David Kramer <david at thekramers.net> writes:

> I'm getting now.  In researching it though, about half the articles
> say it should be fine, and half the articles point out how it's super
> dangerous and you can end up having your mail sent to someone else's
> server if your IP address gets assigned to them.
>
> I would love to get your opinions (or even better, facts) on how
> dangerous it would be to run a web and mail server on a dynamic IP. I
> think Matt was asking about that too.

    <Raises hand>

    Way, way back when I was on comcast residential service (Oct 13,
2001 to be precise), I had a mail server hanging off my dynamic address.
Delightfully, comcast managed to blow away their DHCP database one
night.  It made the globe, being a wide area outage, which was
"mistakenly" reported as an act of god kind of thing.

Anyway:

A) The guy who got my previous address had an SMTP server that, as near
as I could tell, would blackhole incoming mail.
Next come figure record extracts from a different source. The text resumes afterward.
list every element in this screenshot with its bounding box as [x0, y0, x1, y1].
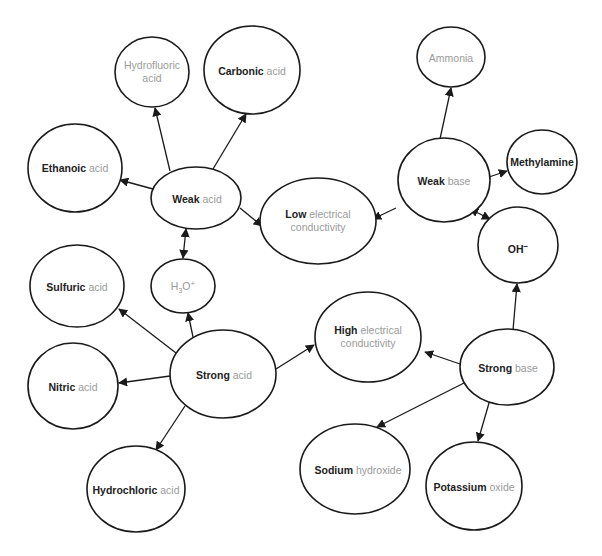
edge-strong-acid-high-conductivity — [276, 345, 314, 369]
label-rest: acid — [233, 369, 252, 381]
label-bold: Sodium — [315, 464, 354, 476]
label-rest: acid — [202, 193, 221, 205]
label-rest: Ammonia — [429, 52, 473, 64]
label-rest: electrical — [309, 208, 350, 220]
edge-strong-base-sodium-hydroxide — [377, 383, 464, 427]
label-rest: hydroxide — [356, 464, 402, 476]
label-sup: + — [191, 279, 196, 288]
label-bold: Nitric — [48, 381, 75, 393]
label-hydroxide-ion: OH− — [508, 240, 528, 257]
label-rest: H — [171, 280, 179, 292]
label-rest2: acid — [142, 72, 161, 84]
label-methylamine: Methylamine — [510, 156, 574, 169]
label-bold: Ethanoic — [42, 162, 86, 174]
label-ethanoic-acid: Ethanoic acid — [42, 162, 109, 175]
label-potassium-oxide: Potassium oxide — [433, 481, 514, 494]
label-rest: acid — [88, 281, 107, 293]
edge-strong-acid-sulfuric — [119, 309, 176, 353]
label-rest: acid — [89, 162, 108, 174]
label-bold: Low — [285, 208, 306, 220]
edge-weak-acid-carbonic — [213, 114, 246, 169]
label-bold: Weak — [172, 193, 199, 205]
label-rest2: conductivity — [341, 337, 396, 349]
label-hydrofluoric-acid: Hydrofluoric acid — [124, 59, 180, 85]
label-sulfuric-acid: Sulfuric acid — [46, 281, 107, 294]
label-rest: acid — [78, 381, 97, 393]
edge-weak-acid-hydrofluoric — [155, 108, 170, 171]
edge-weak-acid-ethanoic — [120, 180, 153, 189]
label-rest: oxide — [489, 481, 514, 493]
label-bold: Hydrochloric — [93, 484, 158, 496]
label-ammonia: Ammonia — [429, 52, 473, 65]
label-bold: Weak — [418, 175, 445, 187]
edge-strong-base-potassium-oxide — [478, 403, 489, 441]
label-rest: electrical — [360, 324, 401, 336]
label-rest: base — [515, 362, 538, 374]
label-carbonic-acid: Carbonic acid — [218, 65, 286, 78]
label-rest: Hydrofluoric — [124, 59, 180, 71]
label-rest2: conductivity — [291, 221, 346, 233]
edge-weak-base-ammonia — [440, 88, 451, 139]
label-strong-acid: Strong acid — [196, 369, 252, 382]
label-bold: Methylamine — [510, 156, 574, 168]
label-bold: Carbonic — [218, 65, 264, 77]
edge-weak-acid-hydronium — [183, 229, 186, 258]
label-rest: acid — [267, 65, 286, 77]
label-hydrochloric-acid: Hydrochloric acid — [93, 484, 180, 497]
label-high-conductivity: High electrical conductivity — [334, 324, 402, 350]
label-bold: Strong — [478, 362, 512, 374]
label-bold: Sulfuric — [46, 281, 85, 293]
concept-map — [0, 0, 602, 556]
label-nitric-acid: Nitric acid — [48, 381, 97, 394]
label-rest-after: O — [182, 280, 190, 292]
label-bold: High — [334, 324, 357, 336]
label-sup: − — [524, 242, 529, 251]
edge-strong-acid-nitric — [119, 376, 170, 383]
edge-strong-base-high-conductivity — [425, 352, 460, 364]
label-bold: OH — [508, 243, 524, 255]
edge-weak-acid-low-conductivity — [240, 208, 262, 226]
label-rest: base — [448, 175, 471, 187]
label-strong-base: Strong base — [478, 362, 538, 375]
label-low-conductivity: Low electrical conductivity — [285, 208, 350, 234]
label-rest: acid — [160, 484, 179, 496]
label-bold: Strong — [196, 369, 230, 381]
edge-strong-base-hydroxide — [513, 284, 517, 330]
label-weak-base: Weak base — [418, 175, 471, 188]
edge-strong-acid-hydronium — [188, 313, 193, 337]
label-sodium-hydroxide: Sodium hydroxide — [315, 464, 402, 477]
label-bold: Potassium — [433, 481, 486, 493]
edge-strong-acid-hydrochloric — [156, 406, 185, 450]
label-weak-acid: Weak acid — [172, 193, 221, 206]
label-hydronium-ion: H3O+ — [171, 277, 195, 298]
B) The guy who had held what was now my legitimate dhcp address was
paying no attention to dhcp, so that I had to outrace his arp replies
(knocking him off the net) to get my machine online with what was now
*my* address to change my dns records and successfully sink mail rather
than lose it.

Great fun!  Your luck will probably be better than that, but there you
go.


    I spent 3/4 of a decade on speakeasy after that, but they went
noticeably down hill after being acquired a time or three.


    I am now on comcast business service (the only viable option) and,
despite the experience above, have noting but good to say about it
(knock on copper).  Outages are few, static address is cheap enough, and
the few times I've dealt with tech support, it's been tolerable, and in
new hampshire.  I'm a quarter mile from one of media one's original head
ends, so that may count for a lot.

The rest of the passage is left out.